I originally wrote Stuart Smalley for Mike Myers. But when he did it in read-through, it didn’t work, because it was so specifically in my head and in my ear, and I think Smigel said I should do it, and I did it, and it worked. I felt while I was doing it that I had such good reactions that I did another one. And then, in the room between dress and air, I would of course demand that they cut other people’s sketches so Stuart could be in the show.

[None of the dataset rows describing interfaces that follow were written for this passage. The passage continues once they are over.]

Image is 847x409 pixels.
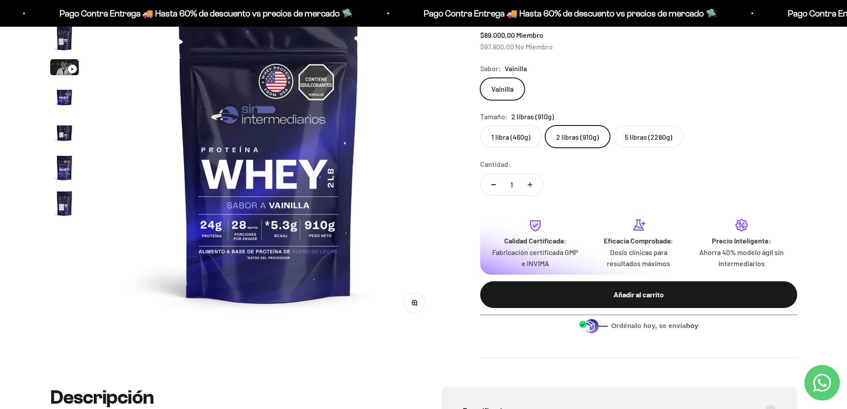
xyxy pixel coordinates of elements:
h2: Descripción [50,387,406,408]
button: Ir al artículo 5 [50,118,79,149]
span: 2 libras (910g) [511,111,554,122]
strong: Precio Inteligente: [712,236,772,245]
p: Fabricación certificada GMP e INVIMA [491,246,580,269]
img: Proteína Whey - Vainilla [50,24,79,52]
p: Dosis clínicas para resultados máximos [594,246,683,269]
button: Ir al artículo 6 [50,153,79,185]
img: Proteína Whey - Vainilla [50,153,79,182]
strong: Calidad Certificada: [504,236,567,245]
button: Aumentar cantidad [517,174,543,195]
button: Ir al artículo 2 [50,24,79,55]
span: No Miembro [516,42,553,51]
img: Proteína Whey - Vainilla [50,189,79,217]
span: Ordénalo hoy, se envía [612,321,699,330]
button: Ir al artículo 7 [50,189,79,220]
strong: Eficacia Comprobada: [604,236,673,245]
button: Añadir al carrito [480,281,797,308]
img: Proteína Whey - Vainilla [50,82,79,111]
span: Vainilla [505,63,527,74]
p: Pago Contra Entrega 🚚 Hasta 60% de descuento vs precios de mercado 🛸 [410,6,703,20]
p: Ahorra 40% modelo ágil sin intermediarios [697,246,786,269]
img: Despacho sin intermediarios [579,318,608,333]
legend: Sabor: [480,63,501,74]
button: Ir al artículo 3 [50,59,79,78]
b: hoy [686,322,698,329]
span: $89.000,00 [480,31,515,39]
span: Miembro [516,31,544,39]
div: Añadir al carrito [498,289,780,300]
label: Cantidad: [480,158,511,170]
img: Proteína Whey - Vainilla [50,118,79,146]
legend: Tamaño: [480,111,508,122]
button: Reducir cantidad [481,174,507,195]
button: Ir al artículo 4 [50,82,79,113]
span: $97.900,00 [480,42,514,51]
p: Pago Contra Entrega 🚚 Hasta 60% de descuento vs precios de mercado 🛸 [46,6,339,20]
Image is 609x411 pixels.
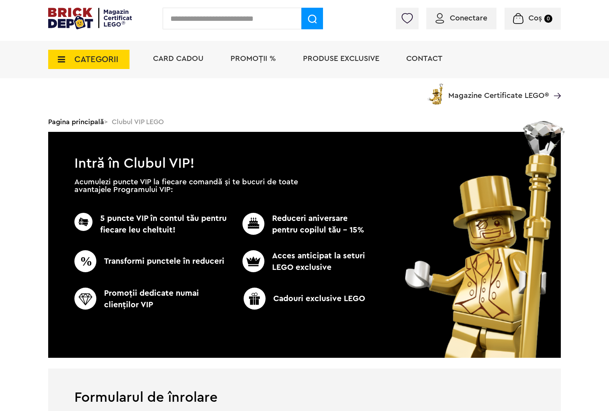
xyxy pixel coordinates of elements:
a: Pagina principală [48,118,104,125]
a: Produse exclusive [303,55,379,62]
span: Conectare [450,14,487,22]
p: Acces anticipat la seturi LEGO exclusive [230,250,368,273]
small: 0 [544,15,552,23]
p: Promoţii dedicate numai clienţilor VIP [74,288,230,311]
img: CC_BD_Green_chek_mark [242,213,264,235]
a: Card Cadou [153,55,203,62]
a: Conectare [435,14,487,22]
a: PROMOȚII % [230,55,276,62]
div: > Clubul VIP LEGO [48,112,561,132]
span: Magazine Certificate LEGO® [448,82,549,99]
p: Transformi punctele în reduceri [74,250,230,272]
a: Magazine Certificate LEGO® [549,82,561,89]
p: 5 puncte VIP în contul tău pentru fiecare leu cheltuit! [74,213,230,236]
p: Reduceri aniversare pentru copilul tău - 15% [230,213,368,236]
img: CC_BD_Green_chek_mark [242,250,264,272]
img: CC_BD_Green_chek_mark [74,250,96,272]
p: Acumulezi puncte VIP la fiecare comandă și te bucuri de toate avantajele Programului VIP: [74,178,298,193]
img: CC_BD_Green_chek_mark [244,288,266,309]
h1: Formularul de înrolare [48,368,561,404]
h1: Intră în Clubul VIP! [48,132,561,167]
span: CATEGORII [74,55,118,64]
span: Coș [528,14,542,22]
a: Contact [406,55,442,62]
img: CC_BD_Green_chek_mark [74,288,96,309]
img: CC_BD_Green_chek_mark [74,213,92,231]
img: vip_page_image [394,121,577,358]
p: Cadouri exclusive LEGO [227,288,382,309]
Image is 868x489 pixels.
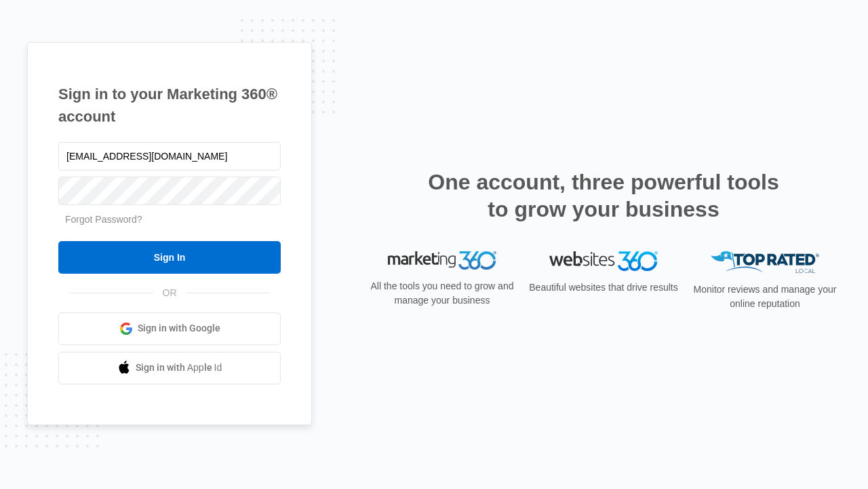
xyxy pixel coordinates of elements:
[58,142,280,170] input: Email
[711,251,820,274] img: Top Rated Local
[549,251,658,271] img: Websites 360
[58,241,280,274] input: Sign In
[58,83,280,128] h1: Sign in to your Marketing 360® account
[136,361,222,375] span: Sign in with Apple Id
[424,168,783,223] h2: One account, three powerful tools to grow your business
[388,251,496,270] img: Marketing 360
[58,312,280,345] a: Sign in with Google
[689,282,841,311] p: Monitor reviews and manage your online reputation
[527,280,680,294] p: Beautiful websites that drive results
[65,214,143,225] a: Forgot Password?
[58,352,280,385] a: Sign in with Apple Id
[366,279,518,307] p: All the tools you need to grow and manage your business
[138,321,220,335] span: Sign in with Google
[154,285,186,300] span: OR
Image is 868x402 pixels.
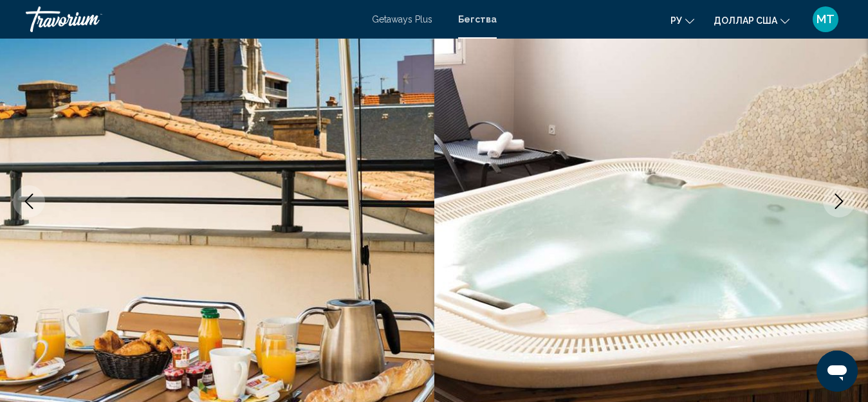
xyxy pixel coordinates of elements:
[671,15,682,26] font: ру
[817,351,859,392] iframe: Кнопка запуска окна обмена сообщениями
[26,7,360,32] a: Травориум
[823,185,856,217] button: Next image
[809,6,842,33] button: Меню пользователя
[13,185,46,217] button: Previous image
[714,11,790,29] button: Изменить валюту
[372,14,433,25] a: Getaways Plus
[458,14,497,25] a: Бегства
[714,15,778,26] font: доллар США
[817,12,835,26] font: МТ
[671,11,694,29] button: Изменить язык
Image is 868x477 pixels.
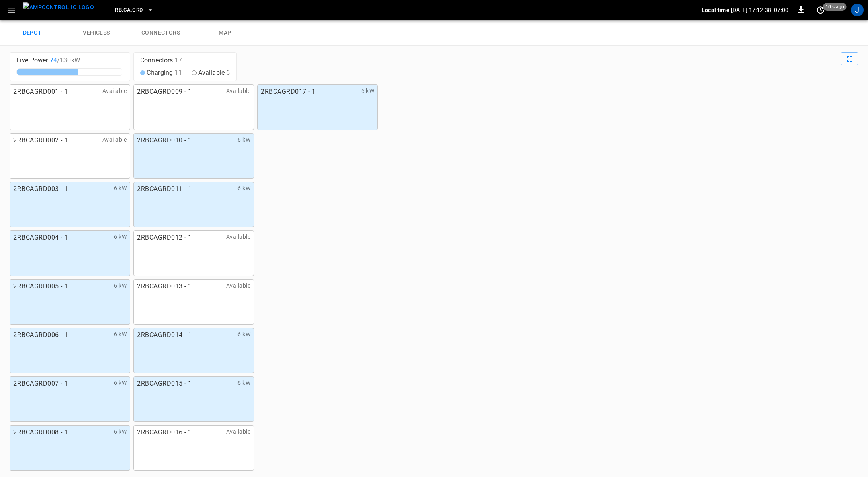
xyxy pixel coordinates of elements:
[128,20,193,46] a: connectors
[227,281,250,292] span: Available
[23,2,94,12] img: ampcontrol.io logo
[175,56,182,64] span: 17
[10,182,131,227] a: 2RBCAGRD003 - 16 kW
[137,427,192,438] span: 2RBCAGRD016 - 1
[16,56,124,65] div: Live Power
[134,230,254,276] a: 2RBCAGRD012 - 1Available
[13,330,68,340] span: 2RBCAGRD006 - 1
[102,135,127,146] span: Available
[13,184,68,194] span: 2RBCAGRD003 - 1
[237,135,250,146] span: 6 kW
[10,279,131,324] a: 2RBCAGRD005 - 16 kW
[198,68,230,78] span: Available
[13,87,68,98] span: 2RBCAGRD001 - 1
[851,4,864,16] div: profile-icon
[114,184,127,194] span: 6 kW
[227,233,250,243] span: Available
[10,230,131,276] a: 2RBCAGRD004 - 16 kW
[134,328,254,373] a: 2RBCAGRD014 - 16 kW
[137,135,192,146] span: 2RBCAGRD010 - 1
[237,378,250,389] span: 6 kW
[137,330,192,340] span: 2RBCAGRD014 - 1
[13,135,68,146] span: 2RBCAGRD002 - 1
[111,2,157,18] button: RB.CA.GRD
[237,184,250,194] span: 6 kW
[13,281,68,292] span: 2RBCAGRD005 - 1
[841,52,859,65] button: Full Screen
[10,376,131,422] a: 2RBCAGRD007 - 16 kW
[10,133,131,178] a: 2RBCAGRD002 - 1Available
[13,233,68,243] span: 2RBCAGRD004 - 1
[261,87,316,98] span: 2RBCAGRD017 - 1
[237,330,250,340] span: 6 kW
[114,330,127,340] span: 6 kW
[134,376,254,422] a: 2RBCAGRD015 - 16 kW
[114,427,127,438] span: 6 kW
[134,279,254,324] a: 2RBCAGRD013 - 1Available
[102,87,127,98] span: Available
[114,378,127,389] span: 6 kW
[65,20,128,46] a: vehicles
[227,68,230,76] span: 6
[114,233,127,243] span: 6 kW
[147,68,182,78] span: Charging
[134,84,254,130] a: 2RBCAGRD009 - 1Available
[114,281,127,292] span: 6 kW
[702,6,730,14] p: Local time
[362,87,374,98] span: 6 kW
[57,56,80,64] span: / 130 kW
[823,3,847,11] span: 10 s ago
[137,87,192,98] span: 2RBCAGRD009 - 1
[10,425,131,470] a: 2RBCAGRD008 - 16 kW
[141,56,230,65] div: Connectors
[115,5,143,15] span: RB.CA.GRD
[10,328,131,373] a: 2RBCAGRD006 - 16 kW
[227,87,250,98] span: Available
[137,233,192,243] span: 2RBCAGRD012 - 1
[193,20,257,46] a: map
[731,6,789,14] p: [DATE] 17:12:38 -07:00
[134,133,254,178] a: 2RBCAGRD010 - 16 kW
[137,184,192,194] span: 2RBCAGRD011 - 1
[134,425,254,470] a: 2RBCAGRD016 - 1Available
[137,281,192,292] span: 2RBCAGRD013 - 1
[134,182,254,227] a: 2RBCAGRD011 - 16 kW
[174,68,182,76] span: 11
[13,427,68,438] span: 2RBCAGRD008 - 1
[137,378,192,389] span: 2RBCAGRD015 - 1
[814,4,827,16] button: set refresh interval
[227,427,250,438] span: Available
[257,84,378,130] a: 2RBCAGRD017 - 16 kW
[50,56,57,64] span: 74
[10,84,131,130] a: 2RBCAGRD001 - 1Available
[13,378,68,389] span: 2RBCAGRD007 - 1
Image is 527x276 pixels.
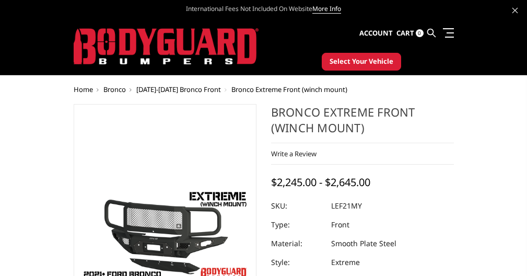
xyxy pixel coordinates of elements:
[103,85,126,94] a: Bronco
[312,4,341,14] a: More Info
[271,234,323,253] dt: Material:
[136,85,221,94] a: [DATE]-[DATE] Bronco Front
[359,28,393,38] span: Account
[74,85,93,94] a: Home
[331,215,349,234] dd: Front
[74,28,259,65] img: BODYGUARD BUMPERS
[271,196,323,215] dt: SKU:
[330,56,393,67] span: Select Your Vehicle
[271,104,454,143] h1: Bronco Extreme Front (winch mount)
[416,29,424,37] span: 0
[396,19,424,48] a: Cart 0
[231,85,347,94] span: Bronco Extreme Front (winch mount)
[271,149,317,158] a: Write a Review
[396,28,414,38] span: Cart
[359,19,393,48] a: Account
[271,253,323,272] dt: Style:
[322,53,401,71] button: Select Your Vehicle
[271,175,370,189] span: $2,245.00 - $2,645.00
[331,234,396,253] dd: Smooth Plate Steel
[271,215,323,234] dt: Type:
[331,253,360,272] dd: Extreme
[331,196,362,215] dd: LEF21MY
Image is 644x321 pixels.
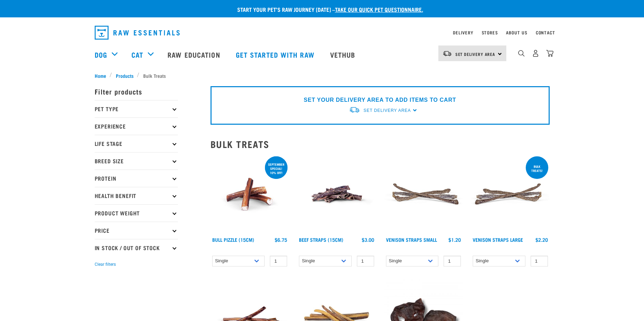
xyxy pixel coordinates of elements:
div: September special! 10% off! [265,159,287,178]
a: Venison Straps Small [386,239,437,241]
a: Vethub [323,41,364,68]
span: Home [95,72,106,80]
input: 1 [531,256,548,266]
a: Delivery [453,31,473,34]
input: 1 [444,256,461,266]
p: Life Stage [95,134,178,152]
a: take our quick pet questionnaire. [335,8,423,10]
img: Raw Essentials Beef Straps 15cm 6 Pack [297,155,375,234]
h2: Bulk Treats [211,138,549,150]
a: Beef Straps (15cm) [299,239,343,241]
a: Dog [95,49,107,60]
img: user.png [532,49,539,57]
div: $1.20 [448,237,461,242]
div: BULK TREATS! [526,161,548,176]
img: Raw Essentials Logo [95,26,180,40]
span: Set Delivery Area [455,53,496,55]
p: Breed Size [95,152,178,169]
a: Venison Straps Large [473,239,523,241]
a: Products [112,72,137,80]
img: Venison Straps [384,155,463,234]
input: 1 [270,256,287,266]
a: Stores [481,31,498,34]
nav: dropdown navigation [89,23,555,43]
img: Stack of 3 Venison Straps Treats for Pets [471,155,549,234]
p: In Stock / Out Of Stock [95,239,178,257]
div: $6.75 [274,237,287,242]
p: Experience [95,117,178,134]
p: Price [95,222,178,239]
div: $2.20 [535,237,548,242]
a: Get started with Raw [229,41,323,68]
nav: breadcrumbs [95,72,549,80]
a: Home [95,72,110,80]
a: Bull Pizzle (15cm) [212,239,254,241]
p: Pet Type [95,100,178,117]
a: About Us [506,31,527,34]
p: Protein [95,169,178,187]
img: home-icon-1@2x.png [518,50,525,57]
p: Filter products [95,82,178,100]
img: van-moving.png [443,50,452,57]
input: 1 [357,256,374,266]
a: Cat [131,49,143,60]
p: Product Weight [95,205,178,222]
div: $3.00 [361,237,374,242]
span: Set Delivery Area [363,108,410,113]
img: home-icon@2x.png [547,49,553,57]
img: Bull Pizzle [211,155,289,234]
p: Health Benefit [95,187,178,205]
span: Products [115,72,133,80]
button: Clear filters [95,261,115,267]
img: van-moving.png [349,106,360,114]
a: Contact [536,31,555,34]
a: Raw Education [161,41,229,68]
p: SET YOUR DELIVERY AREA TO ADD ITEMS TO CART [304,96,456,104]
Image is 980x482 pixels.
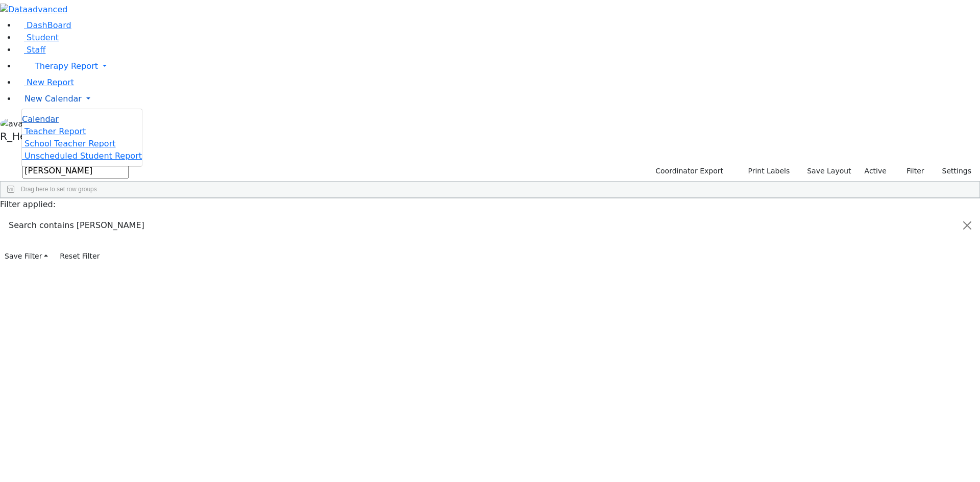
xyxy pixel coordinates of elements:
button: Filter [893,163,929,179]
a: Teacher Report [22,127,85,137]
span: Staff [27,45,46,55]
span: Drag here to set row groups [21,186,97,193]
span: New Calendar [25,94,82,104]
button: Coordinator Export [649,163,728,179]
a: New Calendar [16,89,980,109]
span: New Report [27,78,74,88]
button: Reset Filter [55,249,104,264]
label: Active [860,163,891,179]
a: Staff [16,45,46,55]
button: Print Labels [736,163,794,179]
a: DashBoard [16,20,71,30]
a: Unscheduled Student Report [22,151,142,160]
span: School Teacher Report [25,139,116,149]
button: Save Layout [802,163,855,179]
button: Close [955,212,979,240]
a: Student [16,33,59,42]
input: Search [22,163,129,179]
span: Teacher Report [25,127,85,137]
span: Unscheduled Student Report [25,151,142,160]
span: Therapy Report [35,61,98,71]
span: DashBoard [27,20,71,30]
ul: Therapy Report [22,109,142,167]
a: School Teacher Report [22,139,116,149]
span: Student [27,33,59,42]
button: Settings [929,163,976,179]
a: Therapy Report [16,56,980,76]
span: Calendar [22,114,59,124]
a: New Report [16,78,74,88]
a: Calendar [22,113,59,125]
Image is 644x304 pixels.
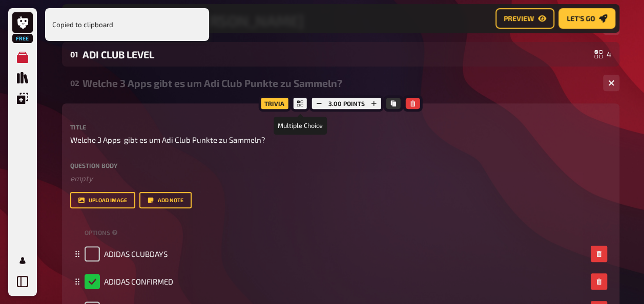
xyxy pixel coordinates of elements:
label: Title [70,124,611,130]
div: 01 [70,50,78,59]
div: Trivia [258,96,290,112]
div: ADI CLUB LEVEL [82,49,590,61]
a: Preview [495,8,554,29]
div: 02 [70,78,78,87]
span: ADIDAS CONFIRMED [104,277,173,286]
a: Let's go [558,8,615,29]
a: My Quizzes [12,47,32,67]
a: Quiz Library [12,67,32,88]
span: options [84,228,110,237]
div: 4 [594,50,611,59]
span: Free [13,36,32,41]
button: upload image [70,192,136,208]
span: ADIDAS CLUBDAYS [104,249,167,258]
span: Let's go [567,15,595,22]
div: 3.00 points [309,96,384,112]
a: Overlays [12,88,32,109]
a: My Account [12,250,32,271]
label: Question body [70,162,611,169]
div: Copied to clipboard [45,8,209,41]
button: Copy [386,98,400,109]
span: Welche 3 Apps gibt es um Adi Club Punkte zu Sammeln? [70,134,265,146]
div: Welche 3 Apps gibt es um Adi Club Punkte zu Sammeln? [82,77,595,89]
span: Preview [503,15,534,22]
button: Add note [139,192,192,208]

One day, when I was picking up tickets for The Producers, the guy I got the tickets from asked me, “When are you going to do a Stuart sequel?” And I said, “Well, the movie lost about $15 million, and I’ve discovered that when you lose money for a studio, they don’t want to make a sequel. Now if that doesn’t tell you what this business is about, I don’t know what does.” This is my standard answer.


DAVID SPADE:

I thought “buh-bye” was good, and the good thing about it was that we only did it twice, and yet I still hear it. I used to think that you had to do something twenty-five times and beat it into their heads to get some catchphrase going, but “buh-bye” and the receptionist’s “… and you are?” were just kind of stumbled into. We probably should have just left it at one — although it’s never been the case, in any sketch that’s worked in history, to leave it at one. It’s usually “leave it at thirty.”


ADAM SANDLER:

Before I was on the show, I didn’t really know what I was doing quite yet. But once I was in a room with like Jim Downey — who if you wrote a skit and Jim liked it, you were high for a week — and Robert Smigel, the same thing, it was always about impressing those guys. If you had just one line in the skit that they would comment on, you felt like you were doing something special. It was just sitting in a room with the guys you idolized, and I guess after a little while you developed what you think was the kind of comedy you wanted to do — and the kind that those guys would disapprove of.


BOB ODENKIRK:

I think Sandler really seemed to take everybody by surprise. I mean, the things that Adam was doing were so sort of inconsequential — silly songs and just like basically dicking around, you know. I’d been there for a couple years, and I really believe in good sketch comedy and great sketches, really solid sketches, and yet I thought that Sandler brought a really great breath of fresh air to the show and relaxed the show when it was getting kind of uptight and formulaic. So I liked what Adam did. But I think his fame or his success did surprise maybe everybody.